Paris

Claude Lévêque

The works of Claude Lévêque, installations based on everyday objects, can be easily described. For instance, Deviation (all works 2008): a shelter made of thirty-two car hoods in which a Venetian-style chandelier glows; or Untitled, which was suspended from the ceiling of the gallery: various objects (two children’s scooters, linked together, two walkers subjected to the same fate, a wooden pantry containing two tiaras) rotating in front of a white nylon veil that is raised by a breeze produced by a fan, to a sound track derived from a looped sample of “Honky Tonk Women” by the Rolling Stones. This literalism is the condition for an experience that is in the first place physical, as the visitor is invited to measure himself by the works; the spaces created and objects used address his body through absence (they are empty and abandoned) and synecdoche—articles of personal adornment or use stand in for parts of the body or its movements. But we cannot neglect the metaphorical dimension of the objects and situations, which give the experience an emotional charge: the contrast between feelings of security and claustrophobia produced by the meagerness of a shelter that is a sort of post–industrial era belly of the whale; our amusement or disquiet in the face of these hanging objects and in this space that suggests the world of Marcel Duchamp or, perhaps, of David Lynch. “Welcome to Suicide Park,” the title of the exhibition, sums up fairly well the tensions that traverse these objects—objects that are festive as well as unsettling, that evoke wealth and poverty, superfluity and need—a cohabitation evoking the contradictions that deplete (or nourish?) contemporary society, where everything can be displayed and sold.

Surely the most remarkable piece in the exhibition, Untitled is made up of fourteen sheets of lead cut to the dimensions of a human body and soberly framed; at eye level they bear the traces of having been punched. The imprints of fingers give the impression of a body still lurking in the material—one thinks of the old idea of the form contained in the block to be sculpted; ready to strike, this imaginary body forces the viewer into a bare-knuckle, face-to-face confrontation. The lead got these marks by being beaten by amateur boxers, but it looks as if it has been decorated with motifs that, in their implications of movement, evoke Yves Klein’s Anthropométries or the Futurists’ lines of force. We might also think of Henri Matisse’s Dos (Backs), despite everything that separates those works’ hieratic classicism from the still-contained violence of the blows orchestrated by Lévêque. These are equal to the blows delivered by society, to the powerless rage they generate among those constantly subjected to them, who have only their hands for wealth and weapons. And if we remember that most boxers and their fans come from the working class, we can see in this luxurious exhibition space the metaphor for a new class struggle. And why not?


__WORK TASK__: Nothing but the lines from the one holding "The width and height of the screenshot is (1320, 681)." through the last line of the material below should be set down, exactly and without images.

______________________________

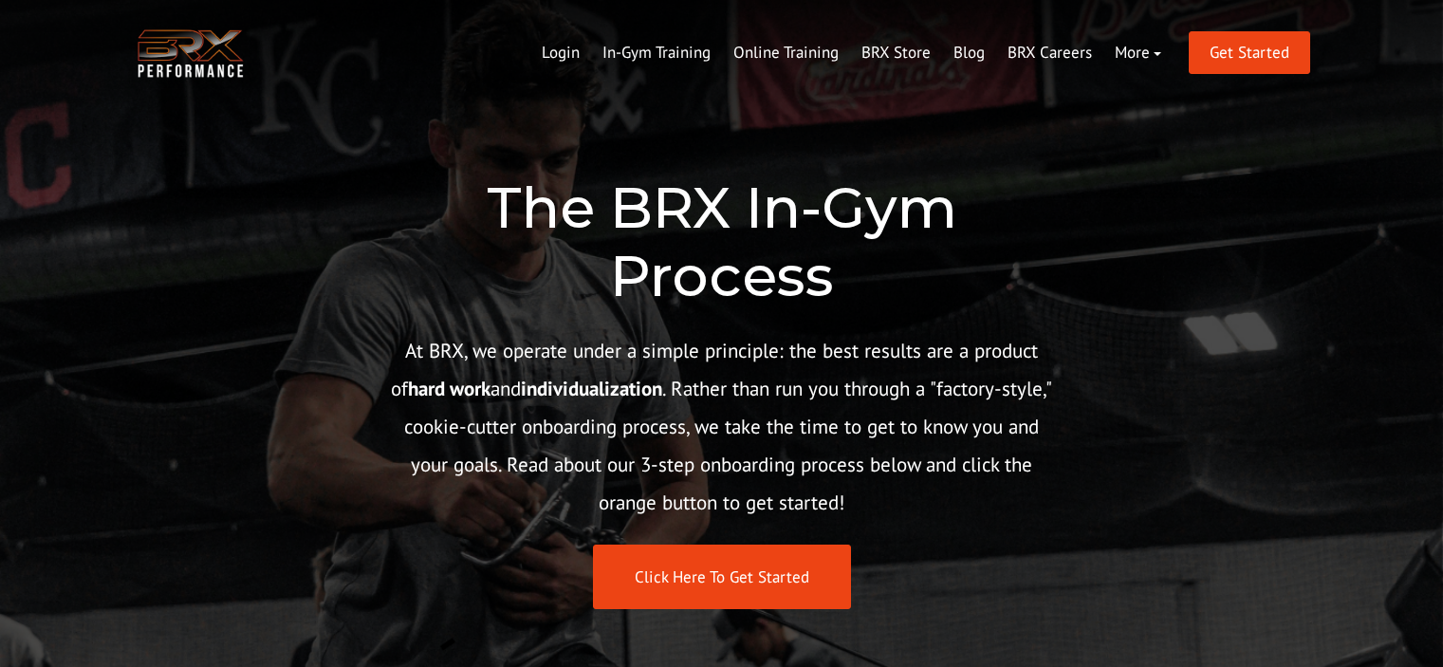  I want to click on a: Get Started, so click(1250, 52).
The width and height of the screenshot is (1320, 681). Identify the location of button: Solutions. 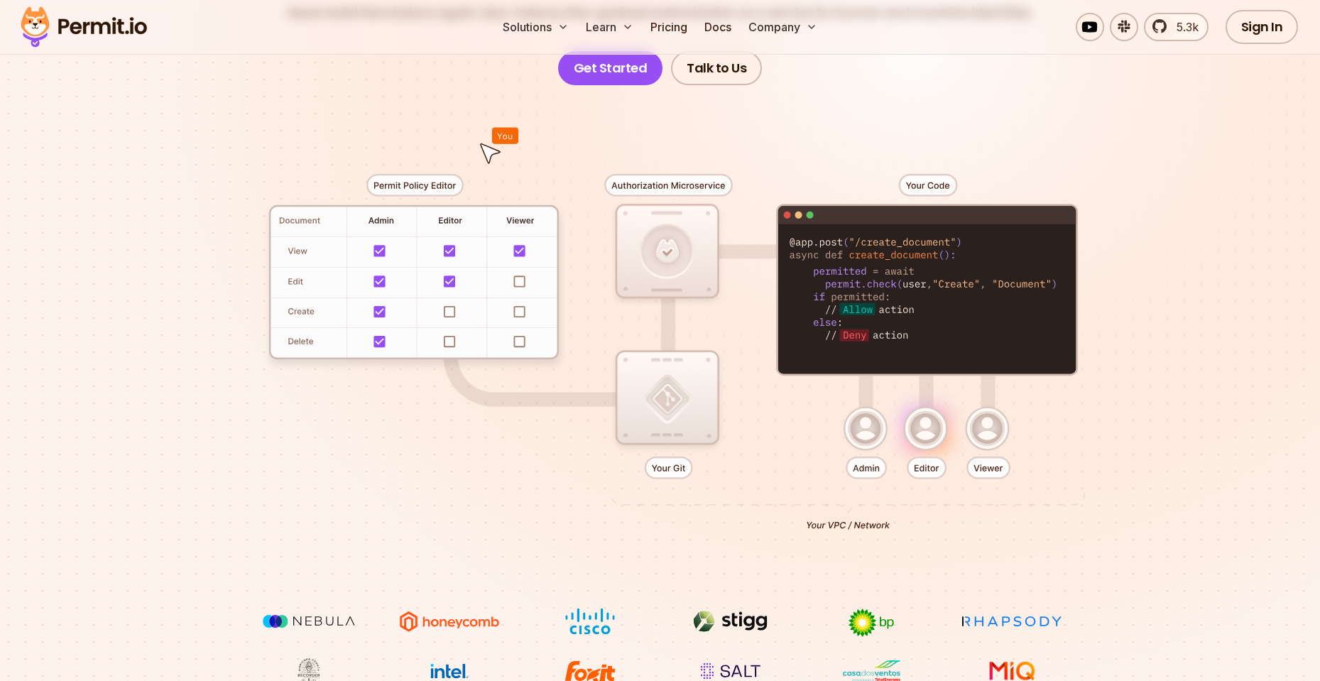
(535, 27).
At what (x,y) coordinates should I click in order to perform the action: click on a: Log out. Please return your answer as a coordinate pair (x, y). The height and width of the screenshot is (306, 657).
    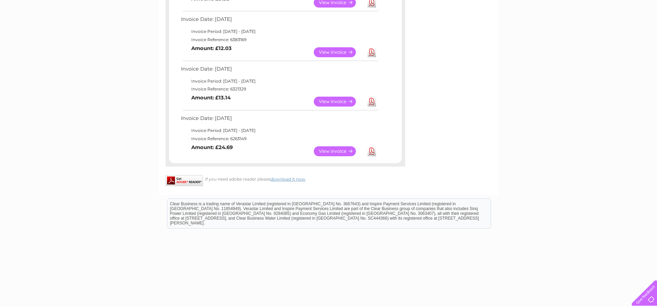
    Looking at the image, I should click on (643, 32).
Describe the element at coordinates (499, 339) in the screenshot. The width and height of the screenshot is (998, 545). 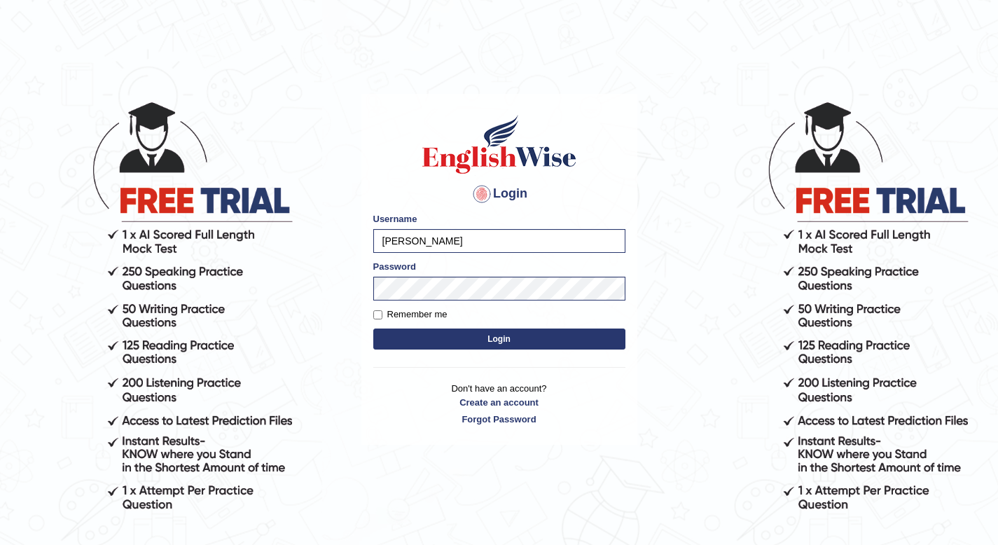
I see `button: Login` at that location.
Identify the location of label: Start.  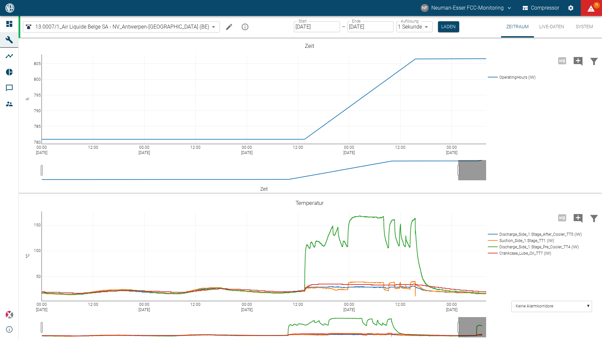
(302, 21).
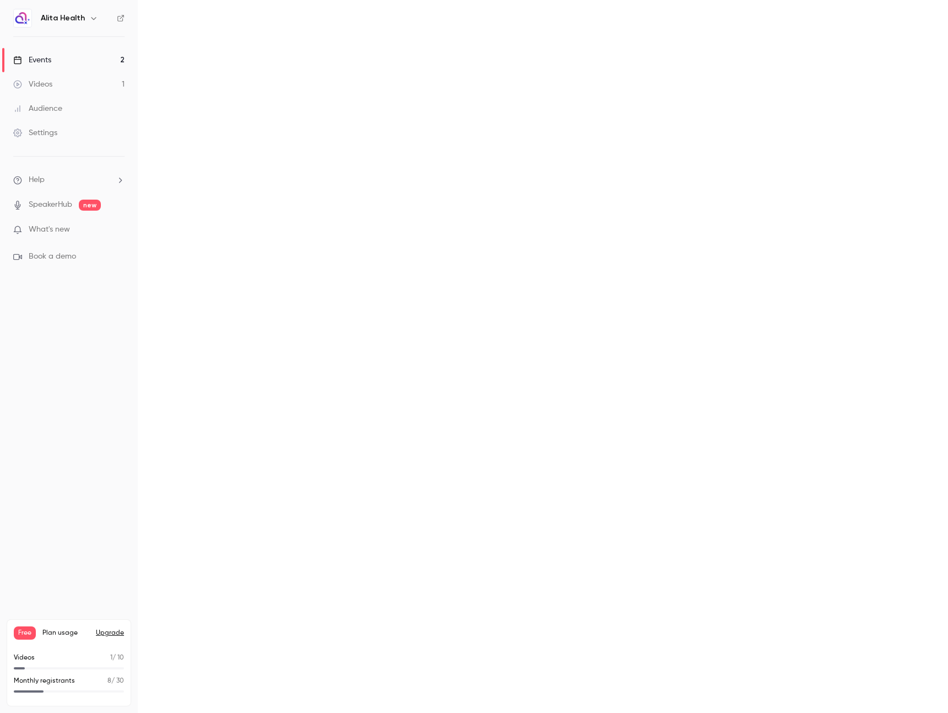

______________________________

__PROBLEM SOLUTION__:
The width and height of the screenshot is (1320, 681). Identify the location of button: Solutions. 
(535, 27).
At what (x,y) coordinates should I click in order to perform the action: click on a: Log out. Please return your answer as a coordinate pair (x, y). The height and width of the screenshot is (306, 657).
    Looking at the image, I should click on (643, 32).
Describe the element at coordinates (499, 339) in the screenshot. The width and height of the screenshot is (998, 545). 
I see `button: Login` at that location.
Identify the location of label: Start.  
(302, 21).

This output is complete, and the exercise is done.